Use of Subcontractors Regarded as Having Big
Advantages
The cart or the horse? The chicken or the egg? Subcontractors or
in-house installers? The discussion rages on. Whether it’s more
practical to use in-house installers or subcontractors is only the
beginning of the controversy, however.
Using a work force consisting of subcontractors has many
distinct advantages a primary one being that labor costs are easily
defined and controllable. If you pay the subcontractor on a
piecework basis, your labor costs can be determined before a job
begins. The subcontractor eliminates figuring overhead, burden
(insurance, medical, vacation, vehicles, etc.) and salaries to get
to an actual labor number for each and every job, and each and
every employee. This makes the estimating process, job autopsies
and profit-margin reconciliations a much easier task.
Another advantage to a work force of subcontractors is that it
allows the subcontractor to overstock labor. There’s no financial
concern over the fact that you have an installer’s payroll to meet,
for example, and not enough work to cover it. If the workload is
slow, then the subcontractors don’t work and don’t get paid.
In contrast, if you utilize in-house installers, you’re looking
for something for them to do, paying them at times for doing
nothing, or laying them off and risking being subject to
unemployment insurance and related costs. While you’ll be in the
same predicament if your workflow continues to be slow, your subs
will leave or your employees will find another job. In other words,
the financial risks are greatly diminished with the use of
subcontractors.
The use of subcontractors also allows you to specialize an
individual’s skills, and to take advantage of their talents. The
use of subcontractors allows you to use your best people in each
situation and never have to settle.
I’ve often heard that you don’t get the same effort, quality,
loyalty or control from subcontractors as you do with employees.
But that’s simply a result of the relationship you achieve with
your subcontractors. Think of the best supplier you have. Doesn’t
he give you great service and watch out for your interests like
they’re his own? Why does he do that? Because he’s in business to
make money and you help him do that.
FEDERAL GUIDELINES
The most difficult task in
using subcontractors is paying attention and conforming to the
details of the federal government’s definition of a subcontractor.

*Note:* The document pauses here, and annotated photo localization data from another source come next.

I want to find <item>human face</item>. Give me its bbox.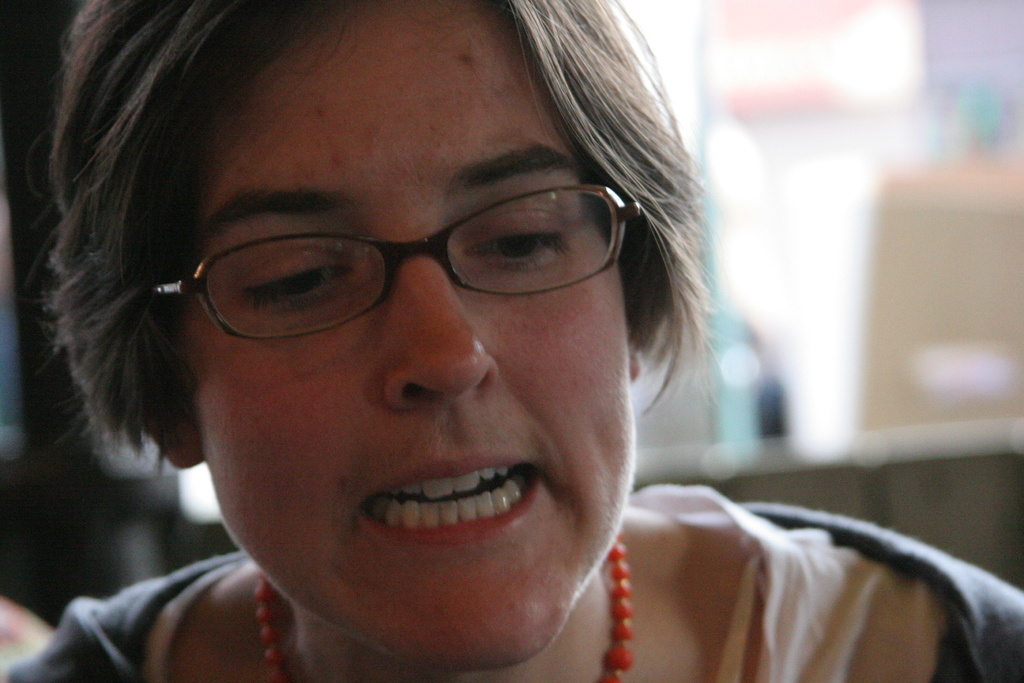
Rect(201, 0, 638, 670).
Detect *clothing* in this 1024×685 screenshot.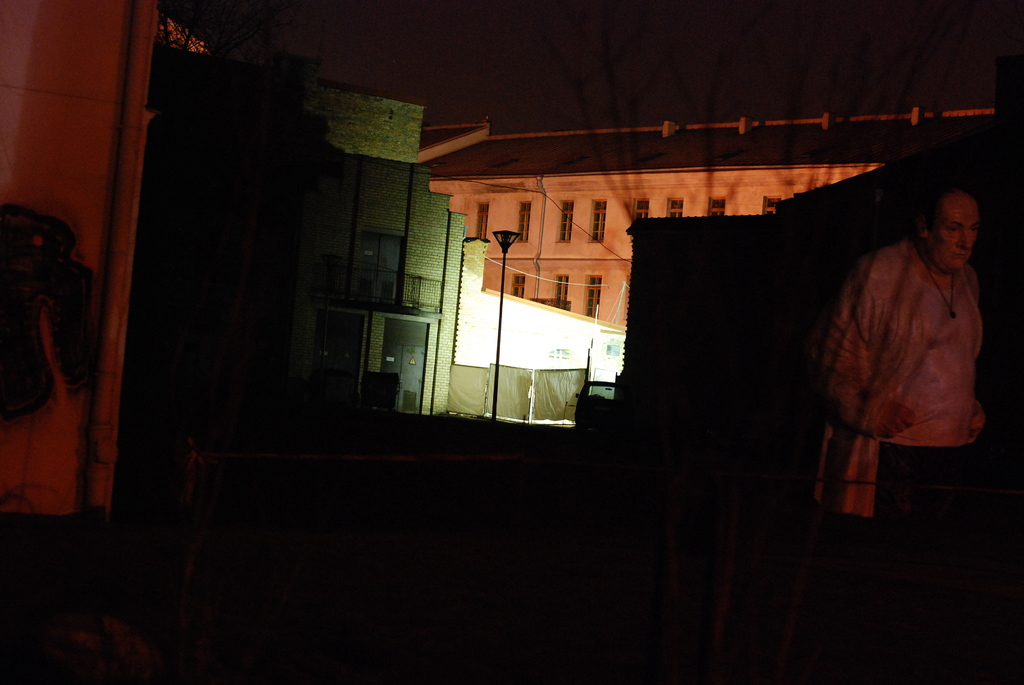
Detection: [x1=813, y1=184, x2=1003, y2=494].
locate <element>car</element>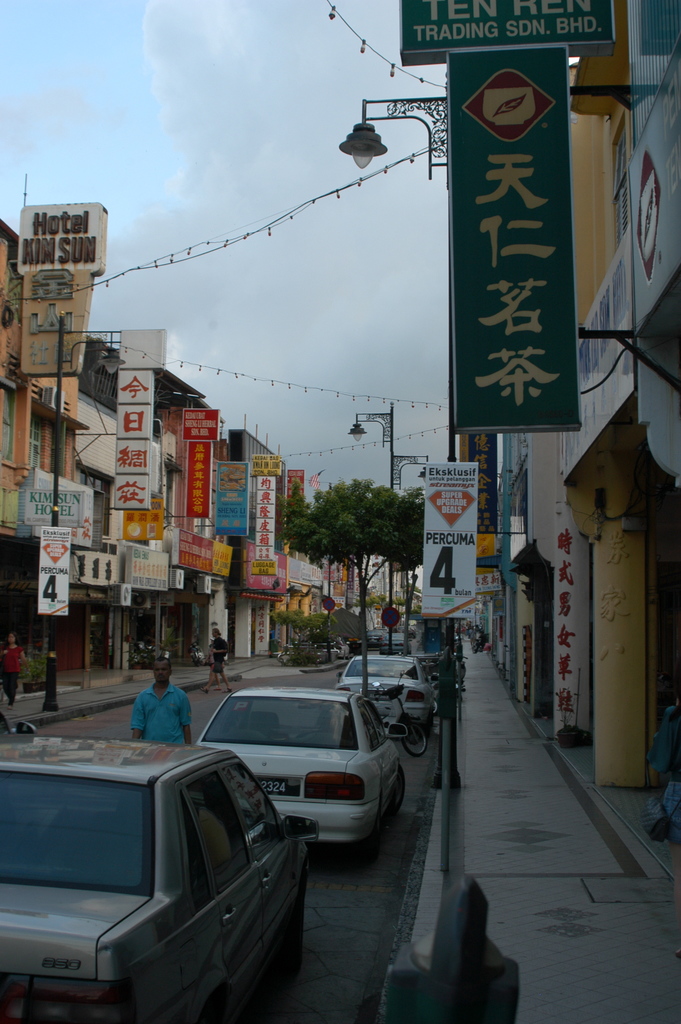
[x1=0, y1=732, x2=320, y2=1023]
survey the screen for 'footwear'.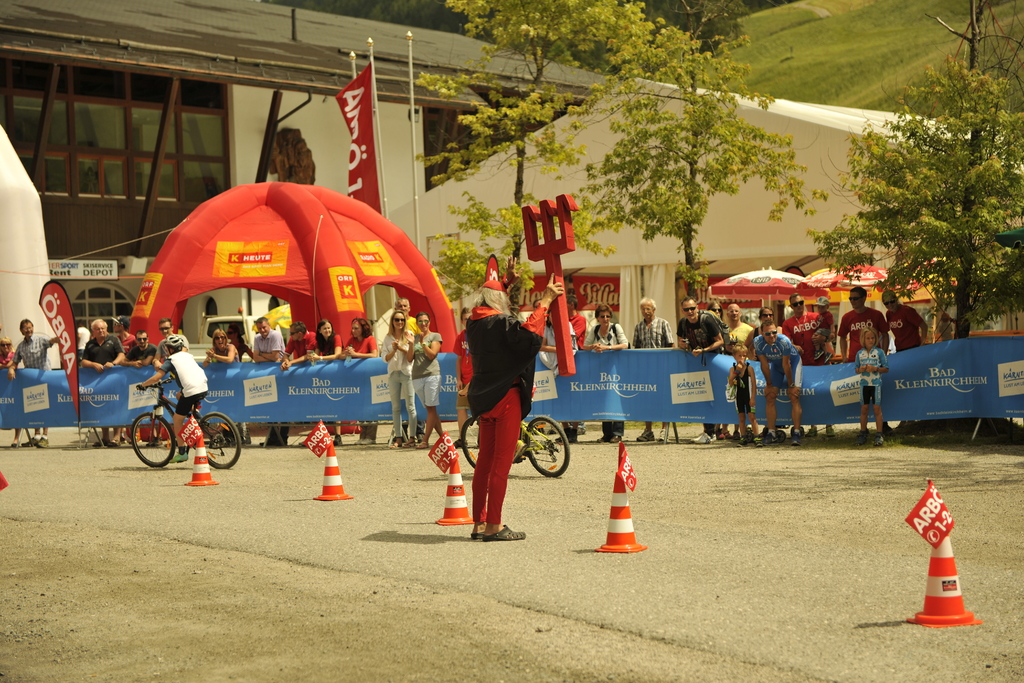
Survey found: <box>168,450,188,463</box>.
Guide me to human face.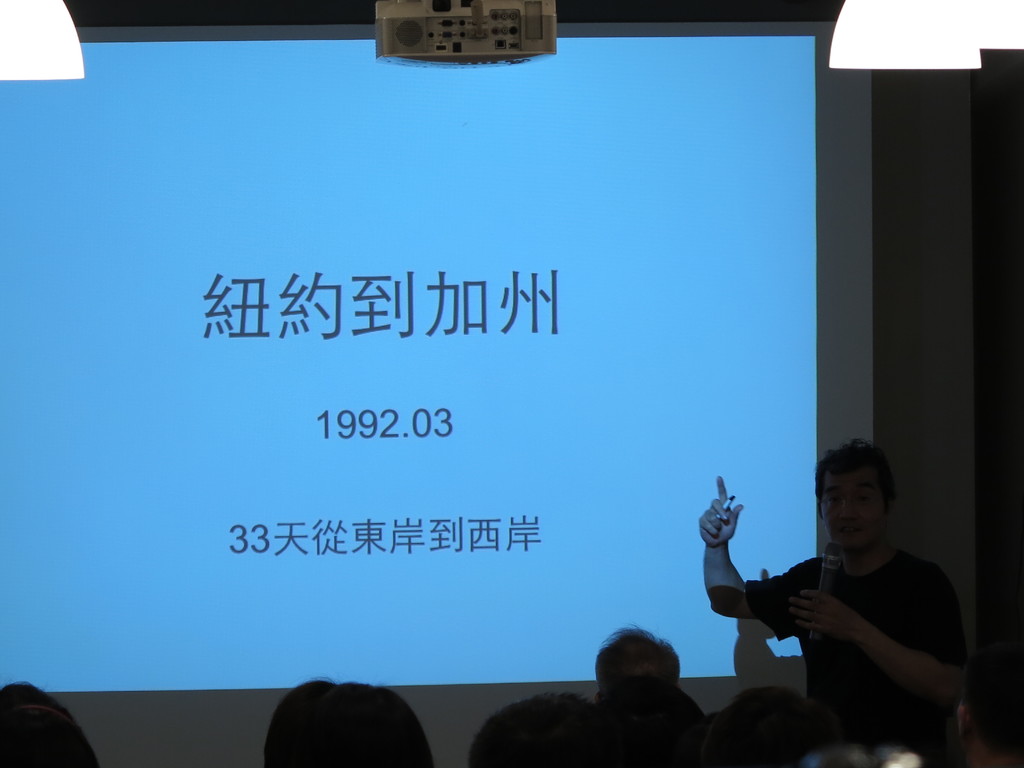
Guidance: l=815, t=468, r=885, b=554.
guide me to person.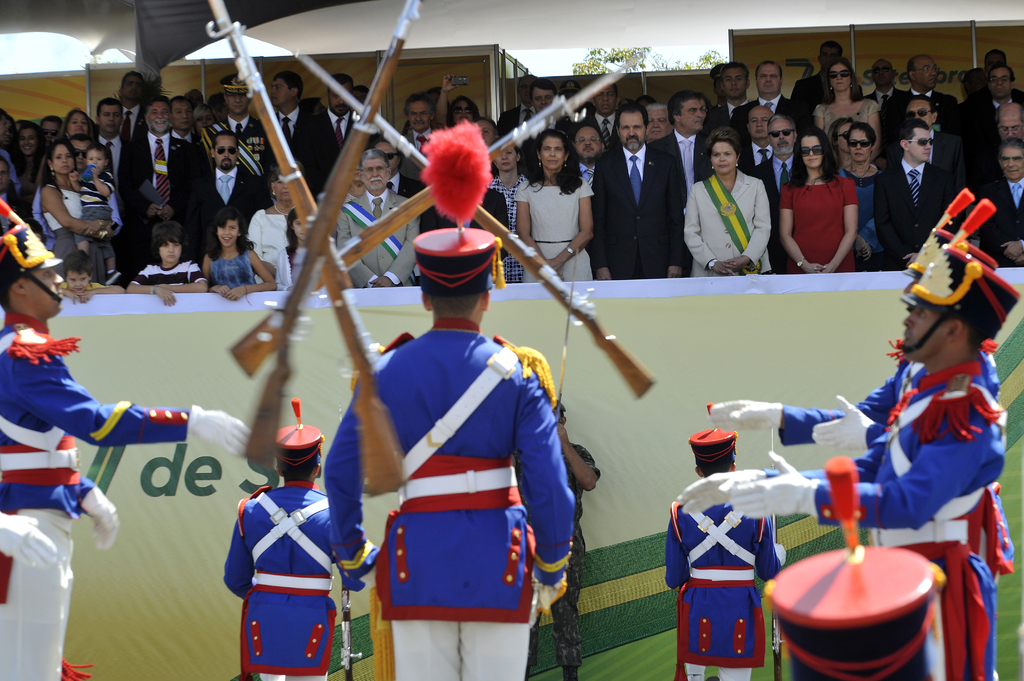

In general, anything you can do to establish a business-to-business
relationship will aid in your ability to claim that a worker has
subcontractor status.
Some of the more important federal guidelines are as
follows:
- Subcontractors’ ability to generate income from other sources
is key they must prove that you are not their sole source of
income. - You cannot mandate that they come to training sessions or
meetings that you conduct, or mandate that they work specific hours
each day. - Subcontractors must carry their own liability and worker’s
compensation insurance, and have licenses to operate as a
contractor. - They must bill you on a job-by-job basis, on their own company
letterhead.
These are a sampling of the more important issues, but you
should check with anyone you currently use for detailed legal
advice on what to do and what not to do when using
subcontractors.
Our company currently uses subcontractors to do all of our
installations, and has done so for more than 10 years. During the
course of those 10 years, we’ve tried some in-house installers,
with little or no success. We currently produce in excess of $20
million in installed sales annually, with approximately $10 million
coming from kitchen and bath sales. Of the 25 different crews we
use in the kitchen and bath department, our average relationship
with our subcontractors has been in place more than four years.
Many of the installers we use have been with us for more than seven
years.
There are many advantages to using subcontractors instead of
in-house installers, as long as you implement systems and processes
to achieve the desired results you need to be successful. Make each
system work for you and the needs of your company.